There is no Alabama regulator for this. Consumer debt settlement, the FTC bans upfront fees, there's a rulebook. But when it comes to Business-to-business? Nothing. Alabama doesn't license business debt settlement companies, doesn't examine them. It's contract law and UCC Article 9 and that's it. When you’re considering hiring a business debt settlement company, you have to be extra cautious, and aware, of everything going on in the industry and who you’re about to hire.. So when an outfit tells you they're "fully compliant in Alabama" - compliant with what. There's no exam to pass. And half the "companies" ranking for "Alabama business debt settlement" are a call center in Boca that bought the keyword and has never set foot in Birmingham.
So the vetting is on you. There’s no simple way to say it. At Delancey Street, we’ve created the only blue chip company in the business debt settlement industry.
The one thing that actually decides your case
The single fact that decides whether you have any leverage on a merchant cash advance is whether your MCA is really a purchase of receivables or a disguised loan. Many MCA companies skirt usury laws, by flagging it as an advance, not a loan.
Why it matters this much: an MCA is written as the funder buying your future receivables. This is a technical definition that has legal implications. Every state has usury laws for normal business loans, but none for MCA factor rates. When you get an MCA, from an MCA lender, they are lending you money. That's not a technicality, it's the entire reason the product exists. If it were a loan it'd be wildly illegal - Alabama's legal interest rate sits down around 6%, and your factor rate pencils out to triple-digit APR.
Loan = usurious = void.
Purchase of receivables = perfectly legal, escapes the usury rules completely.
Courts look at what the contract actually does, not the label. Roughly three things: is there a real reconciliation provision (can you actually call them and adjust the daily debit when revenue drops and do they honor it?), is the payment fixed no matter what your sales do, and who eats it if the business dies.
A contract with a dead reconciliation clause and a fixed daily ACH that pulls the same whether you did $40k that week or $400 - smells like a loan. And if it's a loan, it might be void, and this is a credible defense strategy that has been validated in court.
A settlement shop that can't talk to you about your own reconciliation clause on the first call is taking your money to send emails.
What good actually looks like
- Somebody read your contract. The specific one. Not "MCAs in general." The PDF you signed.
- Lawyer involvement that's real. In Alabama the leverage lives in the characterization, so if there's no attorney who can actually file something, your "leverage" is a bluff - and the funder has seen that exact bluff a thousand times.
- Escrow in your name. Your settlement cash sits in an account you control, not theirs. Anyone who wants you funneling money into their account, run.
- They tell you when settlement is the wrong move. Sometimes you're too early, not in default, not getting a 40% deal yet.
The trap nobody mentions
Default is the leverage, but you have to avoid it if you can. To settle an MCA hard you usually have to stop paying, which trips the default, which, in practice, when you've got stacked advances looks like - everybody files at once. UCC liens, the blanket kind, sitting on file at the Alabama Secretary of State against every asset you own, equipment, inventory, the receivables themselves.
So the sequencing matters more than the discount number. Stopping payments with no plan for the lawsuits is how people lose the business they were trying to save.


ASSIGNED TASK
When a line in the records contains the string "rate", copy that line.

Entries taken from a collection

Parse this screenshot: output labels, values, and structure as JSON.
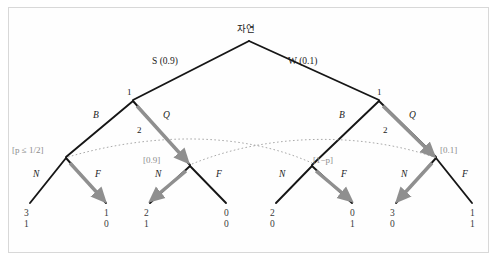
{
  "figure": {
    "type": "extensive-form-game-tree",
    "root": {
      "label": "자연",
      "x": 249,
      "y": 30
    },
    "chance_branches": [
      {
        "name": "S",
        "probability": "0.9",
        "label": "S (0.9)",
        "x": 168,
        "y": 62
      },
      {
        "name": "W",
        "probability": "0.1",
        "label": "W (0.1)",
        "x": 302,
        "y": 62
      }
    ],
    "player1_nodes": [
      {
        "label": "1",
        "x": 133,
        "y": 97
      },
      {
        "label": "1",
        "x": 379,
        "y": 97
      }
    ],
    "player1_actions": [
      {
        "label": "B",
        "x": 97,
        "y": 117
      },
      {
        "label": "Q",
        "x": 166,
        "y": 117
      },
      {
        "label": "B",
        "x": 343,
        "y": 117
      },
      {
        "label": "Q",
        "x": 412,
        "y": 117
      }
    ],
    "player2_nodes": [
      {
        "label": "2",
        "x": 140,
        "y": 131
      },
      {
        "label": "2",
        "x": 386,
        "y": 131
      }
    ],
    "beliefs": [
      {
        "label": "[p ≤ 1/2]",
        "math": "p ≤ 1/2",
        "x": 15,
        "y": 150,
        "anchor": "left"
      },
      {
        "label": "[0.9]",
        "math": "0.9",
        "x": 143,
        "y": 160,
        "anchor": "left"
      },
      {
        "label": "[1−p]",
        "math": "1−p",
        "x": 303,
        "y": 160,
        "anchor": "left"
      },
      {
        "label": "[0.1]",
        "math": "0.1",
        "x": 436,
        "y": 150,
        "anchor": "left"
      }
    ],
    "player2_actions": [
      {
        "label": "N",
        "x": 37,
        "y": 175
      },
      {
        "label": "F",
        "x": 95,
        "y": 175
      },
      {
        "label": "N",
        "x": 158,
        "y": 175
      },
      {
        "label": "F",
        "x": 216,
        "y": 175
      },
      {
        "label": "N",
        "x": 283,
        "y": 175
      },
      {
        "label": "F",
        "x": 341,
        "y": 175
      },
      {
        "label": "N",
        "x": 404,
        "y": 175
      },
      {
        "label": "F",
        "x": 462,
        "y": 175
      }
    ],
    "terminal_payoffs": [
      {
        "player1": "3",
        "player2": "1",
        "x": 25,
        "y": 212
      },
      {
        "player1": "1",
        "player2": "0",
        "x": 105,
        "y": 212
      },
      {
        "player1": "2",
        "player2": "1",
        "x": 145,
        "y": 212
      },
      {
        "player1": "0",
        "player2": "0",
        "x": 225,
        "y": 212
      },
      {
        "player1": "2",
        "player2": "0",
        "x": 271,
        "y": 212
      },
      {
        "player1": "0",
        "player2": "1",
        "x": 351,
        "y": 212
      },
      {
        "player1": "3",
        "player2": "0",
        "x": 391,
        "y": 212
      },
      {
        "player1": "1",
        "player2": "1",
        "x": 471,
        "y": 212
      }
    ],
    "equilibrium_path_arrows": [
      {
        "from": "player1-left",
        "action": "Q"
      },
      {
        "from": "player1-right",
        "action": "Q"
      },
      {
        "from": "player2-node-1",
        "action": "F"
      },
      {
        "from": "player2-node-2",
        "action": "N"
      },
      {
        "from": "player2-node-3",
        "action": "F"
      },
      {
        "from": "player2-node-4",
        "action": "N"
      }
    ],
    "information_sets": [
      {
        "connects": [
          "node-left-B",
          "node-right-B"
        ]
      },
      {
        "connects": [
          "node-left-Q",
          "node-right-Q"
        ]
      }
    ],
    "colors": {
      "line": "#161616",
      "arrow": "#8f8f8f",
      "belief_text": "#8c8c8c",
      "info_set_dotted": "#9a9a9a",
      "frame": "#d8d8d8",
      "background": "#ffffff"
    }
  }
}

...

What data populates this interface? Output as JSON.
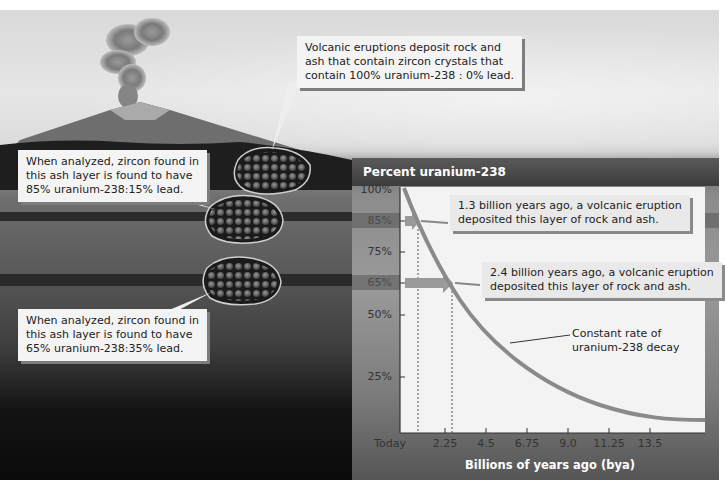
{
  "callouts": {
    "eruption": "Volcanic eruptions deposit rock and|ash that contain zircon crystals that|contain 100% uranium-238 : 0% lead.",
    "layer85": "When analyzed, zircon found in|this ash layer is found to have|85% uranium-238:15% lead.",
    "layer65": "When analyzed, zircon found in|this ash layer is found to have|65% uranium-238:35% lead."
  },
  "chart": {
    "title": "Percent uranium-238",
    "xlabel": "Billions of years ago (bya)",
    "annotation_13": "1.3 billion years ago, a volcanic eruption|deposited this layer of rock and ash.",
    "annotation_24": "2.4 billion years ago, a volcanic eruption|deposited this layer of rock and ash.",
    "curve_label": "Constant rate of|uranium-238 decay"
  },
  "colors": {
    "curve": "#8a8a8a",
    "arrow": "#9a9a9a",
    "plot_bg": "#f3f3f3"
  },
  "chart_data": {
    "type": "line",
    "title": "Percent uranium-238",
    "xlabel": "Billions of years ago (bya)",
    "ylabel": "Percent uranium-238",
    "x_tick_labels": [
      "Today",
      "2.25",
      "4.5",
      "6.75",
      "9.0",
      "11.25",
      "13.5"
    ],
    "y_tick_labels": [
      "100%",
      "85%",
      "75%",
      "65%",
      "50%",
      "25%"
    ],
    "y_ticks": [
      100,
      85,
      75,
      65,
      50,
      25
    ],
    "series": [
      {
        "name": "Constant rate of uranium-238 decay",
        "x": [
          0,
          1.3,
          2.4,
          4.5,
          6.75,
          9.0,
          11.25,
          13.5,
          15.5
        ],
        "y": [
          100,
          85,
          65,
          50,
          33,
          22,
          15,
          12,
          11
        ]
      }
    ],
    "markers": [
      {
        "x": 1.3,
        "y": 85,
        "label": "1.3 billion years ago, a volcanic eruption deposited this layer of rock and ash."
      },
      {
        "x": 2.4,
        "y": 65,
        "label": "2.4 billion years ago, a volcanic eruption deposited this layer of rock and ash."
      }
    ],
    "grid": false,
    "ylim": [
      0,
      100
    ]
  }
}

TASK SOLUTION
    "curve_label": "Constant rate of|uranium-238 decay"
        "name": "Constant rate of uranium-238 decay",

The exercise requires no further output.